According to French intelligence, Turkey could be in charge of training this new militia

The Sarraj government plans to set up a "national guard" under the auspices of the Muslim Brotherhood

REUTERS/GORAN TOMASEVIR - Un combatiente del GNA durante los enfrentamientos con las fuerzas del LNA en las afueras de Trípoli, Libia

Since Egyptian President Abdel Fattah al-Sisi threatened military intervention in Libya ten days ago in response to Turkish interference in the country, the civil war seems to have come to a halt. His message, which was launched with a clear deterrent objective, has slowed down the clashes around Sirte, a geostrategic oil enclave in dispute between the two factions, the National Liberation Army (LNA), commanded by Marshal Khalifa Haftar, and the Government of National Accord (GNA), led by Prime Minister Fayez Sarraj. However, the Muslim Brotherhood, an organization with Egyptian roots that supports the latter, is taking advantage of this "time out" to assert its interests on the Libyan chessboard.

According to analyst Jemai Guesmi in The Arab Weekly, "Libya's Muslim Brotherhood is planning to circumvent American and international demands to dissolve its affiliated militias, by suggesting the creation of a “national guard” and marketing it extensively, in a manoeuvre aimed at buying additional time in the face of mounting pressures". 

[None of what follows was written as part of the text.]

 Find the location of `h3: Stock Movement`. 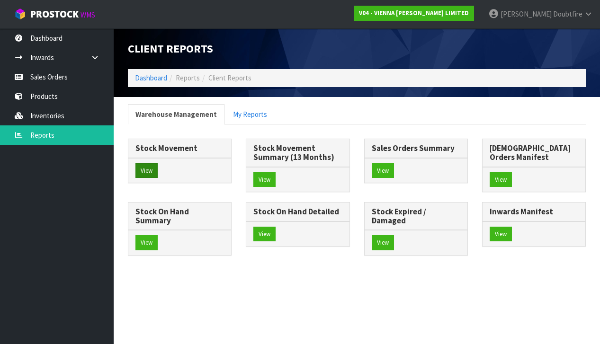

This week, a virtual meeting took place between the GNA's interior minister, Fathi Bashagha, and three U.S. officials, Henry Wooster, deputy assistant secretary of state for Maghreb and Egypt affairs; Miguel Correa, senior officer for North Africa and the Middle East at the National Security Council; and Stephen de Meliano of the U.S. Africa Command (AFRICOM). During the meeting, the delegates from Washington demanded from the other side "the need to dismantle the militias and impose international sanctions on armed groups working against the political process or engaging in criminal activities". Bashagha acknowledged this on his Twitter account: "the American side stressed during the video conference the need to be serious in implementing the program of dismantling the militias, demobilizing them and reintegrating them in one force", he wrote on the social network. 

"Bashagha, however, conveniently neglected to say that the Sarraj government does not wish to dismantle the militias, and as such seeks to circumvent its commitments to the American side and to the Berlin conference, which had also emphasised the necessity of dismantling the armed militias. Instead, the GNA prefers to form a “national guard," previously suggested by former head of the UN mission to Libya Martin Kobler to absorb these militias and turn them into a formal and structured military force" Guesmi notes in The Arab Weekly.

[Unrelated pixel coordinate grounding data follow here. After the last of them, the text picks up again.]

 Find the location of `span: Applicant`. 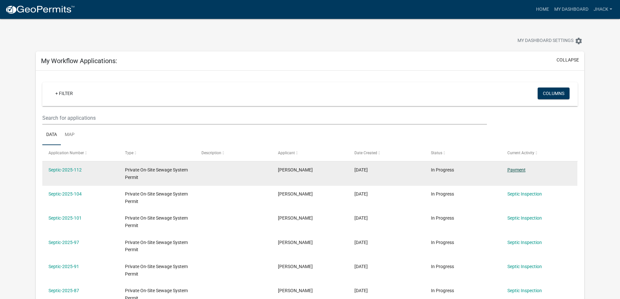

span: Applicant is located at coordinates (286, 153).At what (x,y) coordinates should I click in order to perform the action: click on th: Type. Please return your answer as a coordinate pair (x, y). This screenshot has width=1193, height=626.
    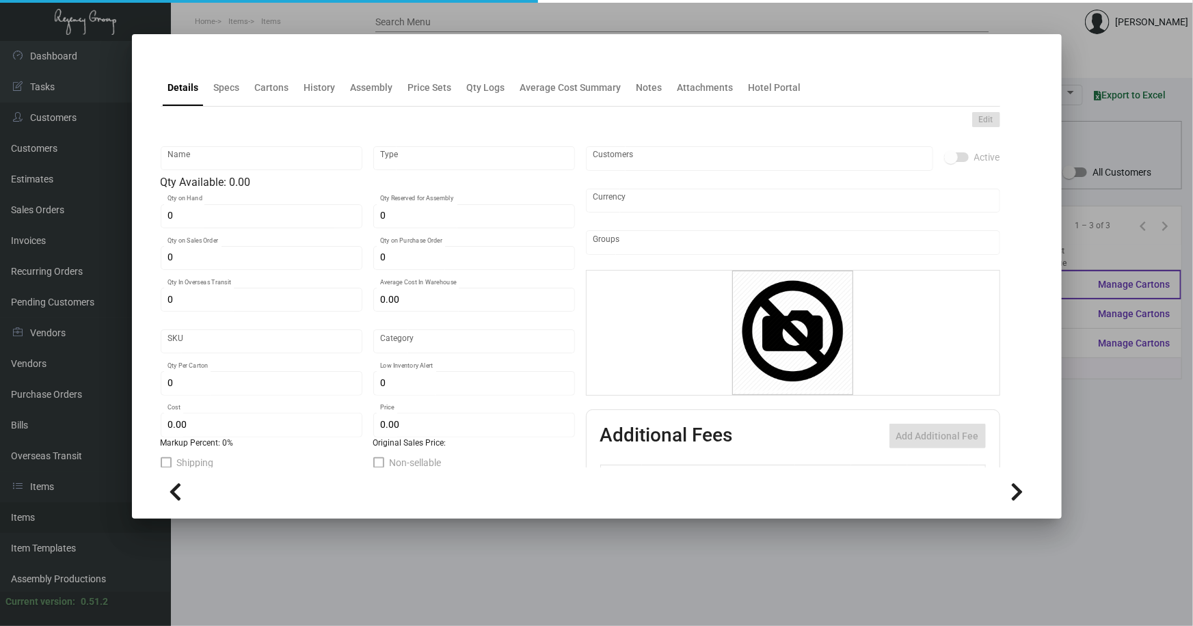
    Looking at the image, I should click on (718, 477).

The meeting followed another one a week ago, on June 22, between the Prime Minister himself, Fayez Sarraj; the commander of AFRICOM, Stephen Townsend; and the US Ambassador to Libya, Richard Norland. Both parties agreed, then, to maintain a "joint coordination between the GNA and AFRICOM for the fight against terrorism within the framework of strategic cooperation between Tripoli and Washington," according to the Sarraj government in a statement. However, Norland called for an end to foreign interference, which feeds the two opposing factions, such as the Muslim Brotherhood, which is supported by Turkey and Qatar: "External actors should stop fueling the conflict and respect the UN arms embargo. In support of Libyan sovereignty, political stability, security and economic prosperity", he said.  

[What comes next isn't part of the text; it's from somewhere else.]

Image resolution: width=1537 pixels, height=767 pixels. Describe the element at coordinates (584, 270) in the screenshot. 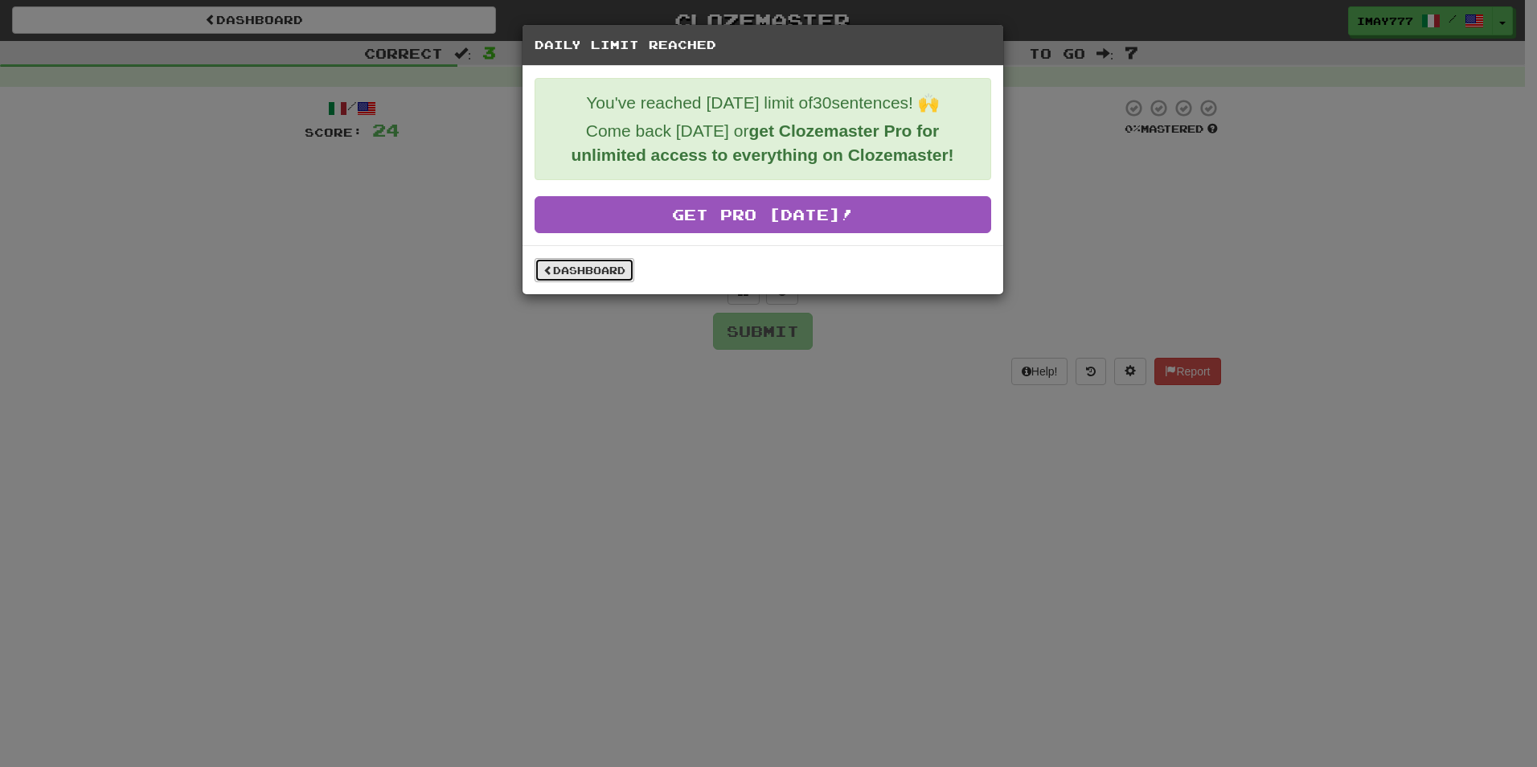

According to Guesmi, the idea of establishing a "national guard" dates back to May 2016, when the Presidential Council of the GNA "announced that it would establish this body under the supervision of Sarraj and with financial and administrative independence". Its mission would be "to secure the presidential and sovereign seat in the state, as well as to secure and protect vital objectives in the country, including points of entry by land, sea and air".  

However, information from The Arab Weekly reveals that its function would not be limited simply to ensuring the security of the high command of the ANG, but that the "national guard" would be marketed abroad, with the possibility of being in the image of other bodies of this style in the Middle East, such as the Iranian Revolutionary Guard (IRGC). In addition, it has also become known that Turkey, as an ally of Sarraj, would be interested in this project for a clear reason: it would help expand his Islamist agenda throughout the region. French intelligence reports cited by the publication have revealed, in this vein, that the Turkish defence consultancy SADAT, led by retired general Adnan Tanriverdi, former advisor to the president of the Eurasian nation, Recep Tayyip Erdogan, recently signed an agreement with a security company run by Fawzi Boukatif, a member of the Brotherhood in Libya, to train his militia and, probably, the "national guard" that would emerge from it.

The Brotherhood's plans in Libya

"We should not exclude the prospect of transforming Libya into an alternative homeland for the Brotherhood," says analyst Abdul Rahman Al Rashed in Al-Sharq Al-Awsat. “In Libya, the adjacent country, we notice that the goals of war are changing. The fighting is no longer over the establishment of a Libyan government. Rather, the goal seems to be to make Libya the alternative country for the Egyptian Brotherhood group to be incubated and established," he adds. At this point, it should be remembered that the organization has been under increasing pressure in recent times to cease its activities and reduce its influence in Arab countries where it had managed to permeate virtually all layers of society with its agenda, such as Egypt, its home nation, or Sudan, where Prime Minister Abdalla Hamdok has undertaken a real battle to banish the Brotherhood from its territory. "Given the growing Turkish military presence in the country, it seems inevitable that Libya will become the new home of the Egyptian opposition," he says. 

This line is also taken by analyst Samir Salama in Gulf News: "Turkey wants to turn Libya into alternative country for Brotherhood" he says. "As for why Turkey wants to make Libya a Brotherhood state project, it is to compensate for their losses in Egypt and Sudan. The truth is that Libya, unlike Egypt, was not the land of the Brotherhood, except from a small group that had been active after the fall of the regime of Muammar Gaddafi". "Turks see in Libya oil and geography. It is a country that, when tightly controlled, is able to support the activities of Turkey, which depends for its current crisis on Doha, and a land bordering Egypt and Sudan, in which the group had deep extensions," Al Rashed concludes.